Archaeological discoveries

Assyrian tablets reveal the location of the ancient royal city of Mardaman

The translation of tablets with Assyrian cuneiform writing found by archaeologists from the University of Tübingen last summer has revealed a singular mystery:that the place where they were found, the town of Bassetki in the autonomous region of Kurdistan in Iraq, is the ancient royal city from Mardaman.

This Mesopotamian city is mentioned in ancient sources, but until now no one had been able to determine its exact location. Mardaman existed between 2200 and 1200 BC. as the capital of a kingdom conquered and destroyed several times over that time.

In the summer of 2017, archaeologists from the Institute for Near Eastern Studies at the University of Tübingen found 92 clay tablets dating from the Middle Assyrian Empire, around 1250 BC, deposited and hidden in a ceramic vessel that, along with others, was covered in a thick layer of clay. Betina Faist, a philologist from the University of Heidelberg, was in charge of reading and translating the texts that contain information about the history of the city and the region at the time.

Faist was thus able to identify the place of discovery as ancient Mardaman, at the time the tablets relate to the seat of an Assyrian governor. This information reveals a new and unknown province of the empire, which straddled much of northern Mesopotamia and Syria in the 13th century B.C.

The name of the governor appears on the tablets as Assur-nasir, and they also detail his tasks and activities.

The story told is that Mardaman was the center of a kingdom conquered by one of the greatest rulers of the time, Shamshi-Adad I in 1786 BC. integrating it into his empire of Upper Mesopotamia. Years later it would become an independent kingdom under a Hurrian ruler named Tish-ulme. A period of prosperity would follow, until the city was destroyed by the Turukku from the Zagros Mountains, who are sometimes identified as one of the Peoples of the Sea. But it would not be the end of the city, which continued to exist until the time when the Assyrians ruled it and the now translated texts were written, between 1250 and 1200 BC

Sources of the Third Dynasty of Ur, between the years 2100 and 2000 BC. they portray Mardaman as a major city on the northern fringes of the Mesopotamian empire. Previously, the oldest source comes from the Akkadian Empire, considered the first empire in history, where it is mentioned that the city was destroyed for the first time around the year 2250 BC. by Naram-Sin, one of the most powerful Akkadian rulers.

Interestingly Bassetki, which the find identifies with Mardaman, is much older since it dates from the Bronze Age having been founded around 3000 BC

Archaeologists believe that this new discovery will serve to provide clues to the location of other Mesopotamian cities not yet found.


■ **Exercise objective**
Reproduce the records below in their entirety, exactly as shown.

-------- Provided records

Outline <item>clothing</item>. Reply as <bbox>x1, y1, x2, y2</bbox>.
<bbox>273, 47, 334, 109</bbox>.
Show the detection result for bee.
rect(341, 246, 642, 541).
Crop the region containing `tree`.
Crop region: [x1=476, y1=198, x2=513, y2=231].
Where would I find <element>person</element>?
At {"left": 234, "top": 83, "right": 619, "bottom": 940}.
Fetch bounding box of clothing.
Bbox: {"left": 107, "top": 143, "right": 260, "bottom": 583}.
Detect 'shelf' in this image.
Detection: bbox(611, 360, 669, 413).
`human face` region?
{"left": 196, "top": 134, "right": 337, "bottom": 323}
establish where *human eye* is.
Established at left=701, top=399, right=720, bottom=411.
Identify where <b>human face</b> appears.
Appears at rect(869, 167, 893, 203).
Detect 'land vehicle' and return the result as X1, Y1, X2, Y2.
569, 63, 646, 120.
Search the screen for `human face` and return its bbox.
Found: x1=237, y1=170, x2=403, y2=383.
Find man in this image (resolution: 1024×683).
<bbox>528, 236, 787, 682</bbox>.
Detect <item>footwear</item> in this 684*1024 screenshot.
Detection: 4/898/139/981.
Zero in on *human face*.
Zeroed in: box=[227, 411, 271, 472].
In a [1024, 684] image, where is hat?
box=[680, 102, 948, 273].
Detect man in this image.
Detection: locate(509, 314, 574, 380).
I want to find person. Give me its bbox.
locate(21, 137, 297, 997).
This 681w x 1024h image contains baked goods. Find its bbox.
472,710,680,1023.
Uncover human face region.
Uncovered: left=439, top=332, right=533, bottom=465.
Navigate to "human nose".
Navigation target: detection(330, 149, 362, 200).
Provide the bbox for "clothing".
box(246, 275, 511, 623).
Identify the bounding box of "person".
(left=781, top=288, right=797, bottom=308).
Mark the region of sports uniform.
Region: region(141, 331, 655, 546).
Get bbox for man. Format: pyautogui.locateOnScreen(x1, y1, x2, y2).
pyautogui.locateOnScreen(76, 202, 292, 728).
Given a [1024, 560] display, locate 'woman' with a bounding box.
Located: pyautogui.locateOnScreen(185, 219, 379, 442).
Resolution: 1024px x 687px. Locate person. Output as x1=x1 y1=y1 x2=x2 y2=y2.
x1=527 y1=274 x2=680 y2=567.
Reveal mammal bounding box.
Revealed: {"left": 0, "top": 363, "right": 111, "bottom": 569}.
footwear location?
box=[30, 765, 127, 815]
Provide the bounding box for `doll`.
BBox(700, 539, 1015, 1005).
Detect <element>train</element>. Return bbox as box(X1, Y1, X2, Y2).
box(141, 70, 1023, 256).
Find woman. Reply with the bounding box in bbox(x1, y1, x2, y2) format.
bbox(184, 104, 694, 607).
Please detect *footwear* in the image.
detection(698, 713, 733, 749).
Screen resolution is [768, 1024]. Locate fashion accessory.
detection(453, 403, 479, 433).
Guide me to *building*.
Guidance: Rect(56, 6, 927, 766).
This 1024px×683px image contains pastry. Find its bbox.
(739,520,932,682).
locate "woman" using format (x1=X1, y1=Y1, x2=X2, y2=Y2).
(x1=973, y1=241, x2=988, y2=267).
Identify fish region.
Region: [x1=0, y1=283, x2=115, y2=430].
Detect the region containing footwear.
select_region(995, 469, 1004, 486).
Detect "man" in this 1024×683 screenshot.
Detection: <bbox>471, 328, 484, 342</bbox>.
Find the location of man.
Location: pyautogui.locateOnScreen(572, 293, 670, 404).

----------------

■ **Exercise solution**
Outline <item>clothing</item>. Reply as <bbox>x1, y1, x2, y2</bbox>.
<bbox>273, 47, 334, 109</bbox>.
Show the detection result for bee.
rect(341, 246, 642, 541).
Crop the region containing `tree`.
Crop region: [x1=476, y1=198, x2=513, y2=231].
Where would I find <element>person</element>?
At {"left": 234, "top": 83, "right": 619, "bottom": 940}.
Fetch bounding box of clothing.
Bbox: {"left": 107, "top": 143, "right": 260, "bottom": 583}.
Detect 'shelf' in this image.
Detection: bbox(611, 360, 669, 413).
`human face` region?
{"left": 196, "top": 134, "right": 337, "bottom": 323}
establish where *human eye* is.
Established at left=701, top=399, right=720, bottom=411.
Identify where <b>human face</b> appears.
Appears at rect(869, 167, 893, 203).
Detect 'land vehicle' and return the result as X1, Y1, X2, Y2.
569, 63, 646, 120.
Search the screen for `human face` and return its bbox.
Found: x1=237, y1=170, x2=403, y2=383.
Find man in this image (resolution: 1024×683).
<bbox>528, 236, 787, 682</bbox>.
Detect <item>footwear</item> in this 684*1024 screenshot.
Detection: 4/898/139/981.
Zero in on *human face*.
Zeroed in: box=[227, 411, 271, 472].
In a [1024, 684] image, where is hat?
box=[680, 102, 948, 273].
Detect man in this image.
Detection: locate(509, 314, 574, 380).
I want to find person. Give me its bbox.
locate(21, 137, 297, 997).
This 681w x 1024h image contains baked goods. Find its bbox.
472,710,680,1023.
Uncover human face region.
Uncovered: left=439, top=332, right=533, bottom=465.
Navigate to "human nose".
Navigation target: detection(330, 149, 362, 200).
Provide the bbox for "clothing".
box(246, 275, 511, 623).
Identify the bounding box of "person".
(left=781, top=288, right=797, bottom=308).
Mark the region of sports uniform.
Region: region(141, 331, 655, 546).
Get bbox for man. Format: pyautogui.locateOnScreen(x1, y1, x2, y2).
pyautogui.locateOnScreen(76, 202, 292, 728).
Given a [1024, 560] display, locate 'woman' with a bounding box.
Located: pyautogui.locateOnScreen(185, 219, 379, 442).
Resolution: 1024px x 687px. Locate person. Output as x1=x1 y1=y1 x2=x2 y2=y2.
x1=527 y1=274 x2=680 y2=567.
Reveal mammal bounding box.
Revealed: {"left": 0, "top": 363, "right": 111, "bottom": 569}.
footwear location?
box=[30, 765, 127, 815]
Provide the bounding box for `doll`.
BBox(700, 539, 1015, 1005).
Detect <element>train</element>. Return bbox as box(X1, Y1, X2, Y2).
box(141, 70, 1023, 256).
Find woman. Reply with the bounding box in bbox(x1, y1, x2, y2) format.
bbox(184, 104, 694, 607).
Please detect *footwear* in the image.
detection(698, 713, 733, 749).
Screen resolution is [768, 1024]. Locate fashion accessory.
detection(453, 403, 479, 433).
Guide me to *building*.
Guidance: Rect(56, 6, 927, 766).
This 1024px×683px image contains pastry. Find its bbox.
(739,520,932,682).
locate "woman" using format (x1=X1, y1=Y1, x2=X2, y2=Y2).
(x1=973, y1=241, x2=988, y2=267).
Identify fish region.
Region: [x1=0, y1=283, x2=115, y2=430].
Detect the region containing footwear.
select_region(995, 469, 1004, 486).
Detect "man" in this 1024×683 screenshot.
Detection: <bbox>471, 328, 484, 342</bbox>.
Find the location of man.
Location: pyautogui.locateOnScreen(572, 293, 670, 404).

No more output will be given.